My dad stood so fast his chair clattered behind him.
“You don’t own Jake, Tamara.”
“And Jake doesn’t own my daughter. Both of you, you’re disgusting. Get out.”
Jake’s mouth opened, but no sound came.
“You’re making a scene,” he finally muttered.
“You haven’t seen anything yet,” I said with a smile.
What no one at the table knew yet was that I had already called the venue.
“Both of you, you’re disgusting.”
Emily had answered, and I told her everything — from the texts, to the contract, to the months of deception I’d just uncovered. Her silence on the other end wasn’t shock, just sadness.
Like she’d known. Like she’d been waiting.
“I’m so sorry,” she said. “Whatever you need, we’ll make it right. I promise, Tamara.”

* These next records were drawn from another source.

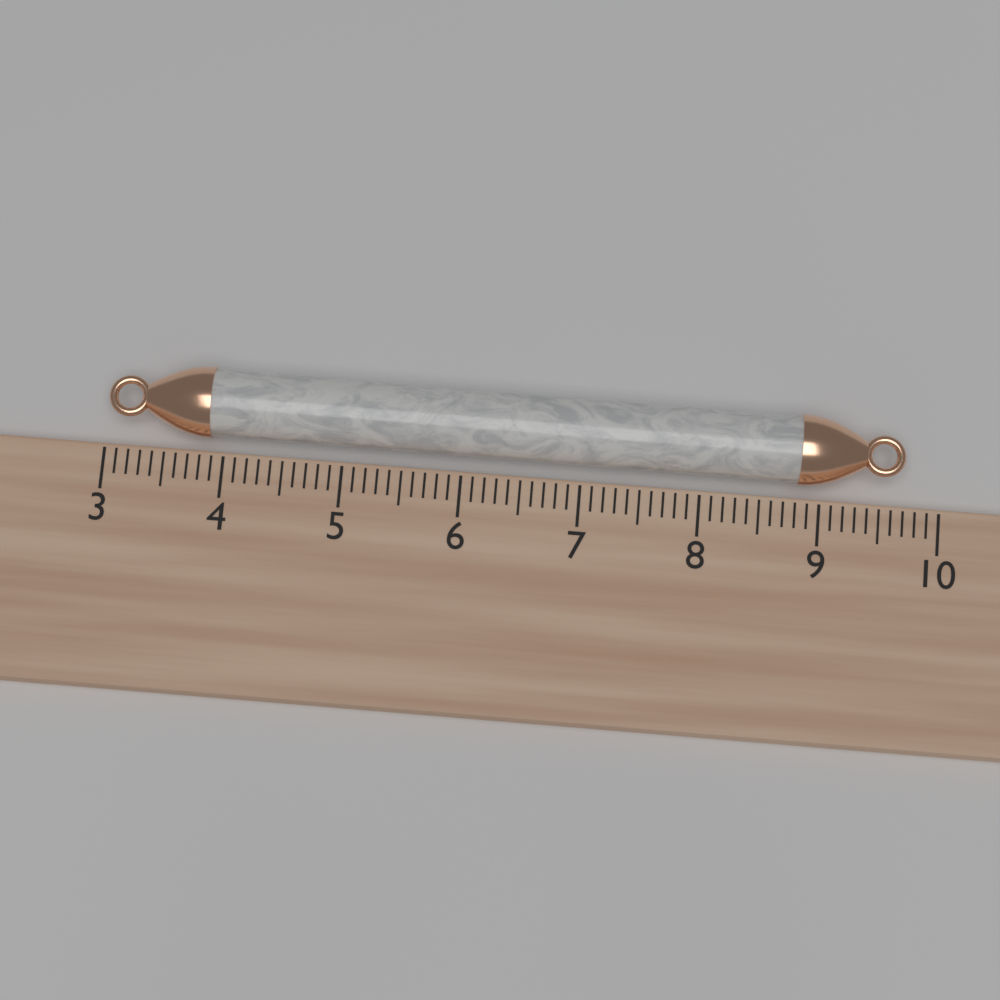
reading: 9.7 (no unit)
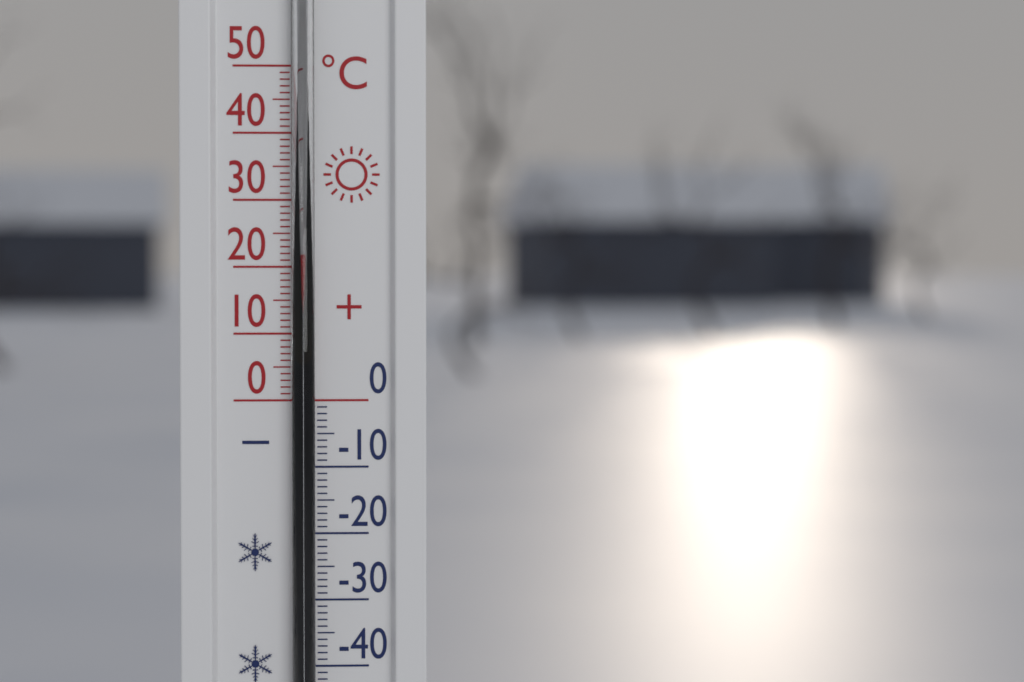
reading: 22 °C
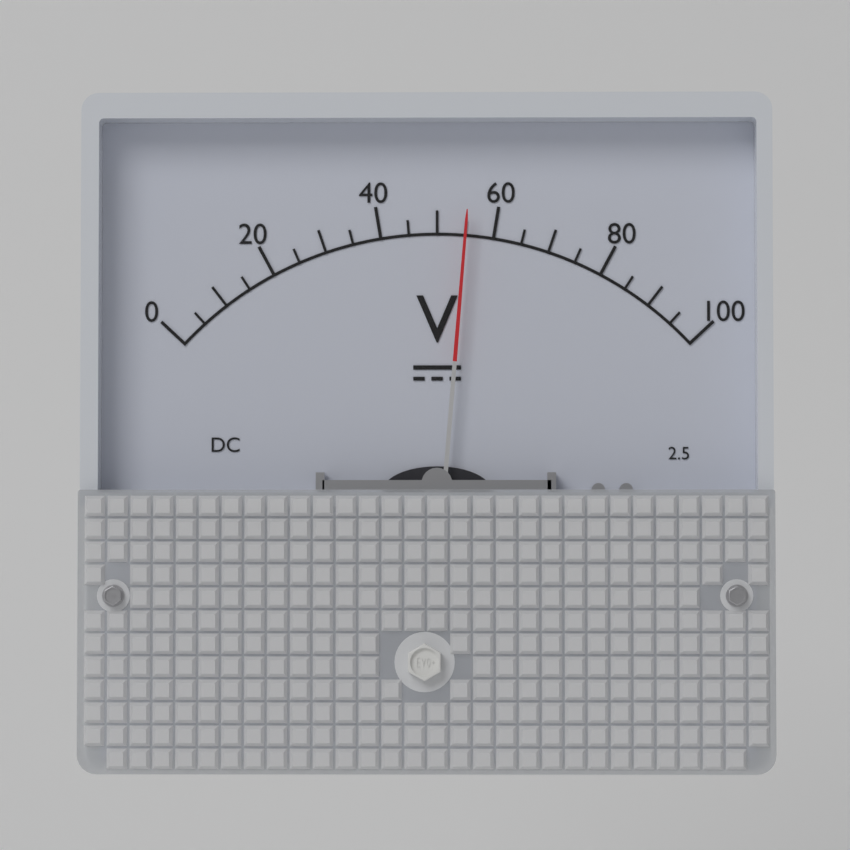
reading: 55 V
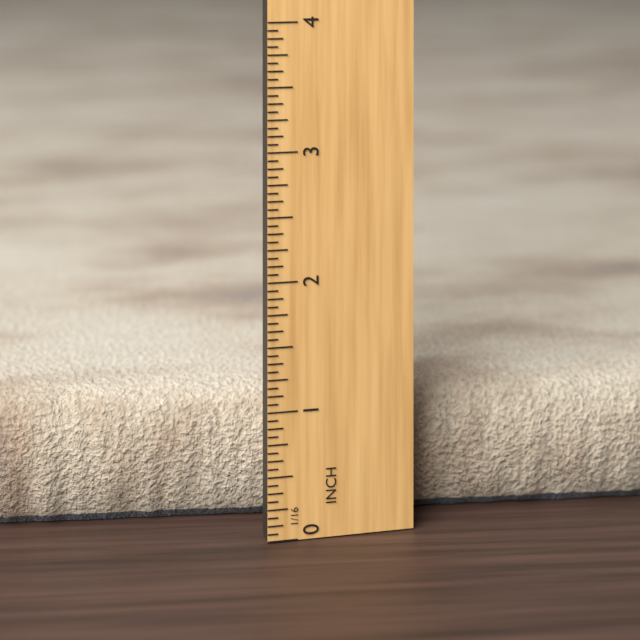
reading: 1.0000 in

The manager agreed to reclassify the event under my name. He removed all mentions of “wedding” from the booking. Jake and Maddie were erased from the file.
“I’m so sorry,” she said.
The deposit stayed — the venue’s policy, not mine.
So at the rehearsal dinner, I ended my little toast with one final line:
“Tomorrow’s event is still on. Same time, same place. But it’s not a wedding anymore — it’s a celebration of the truth.”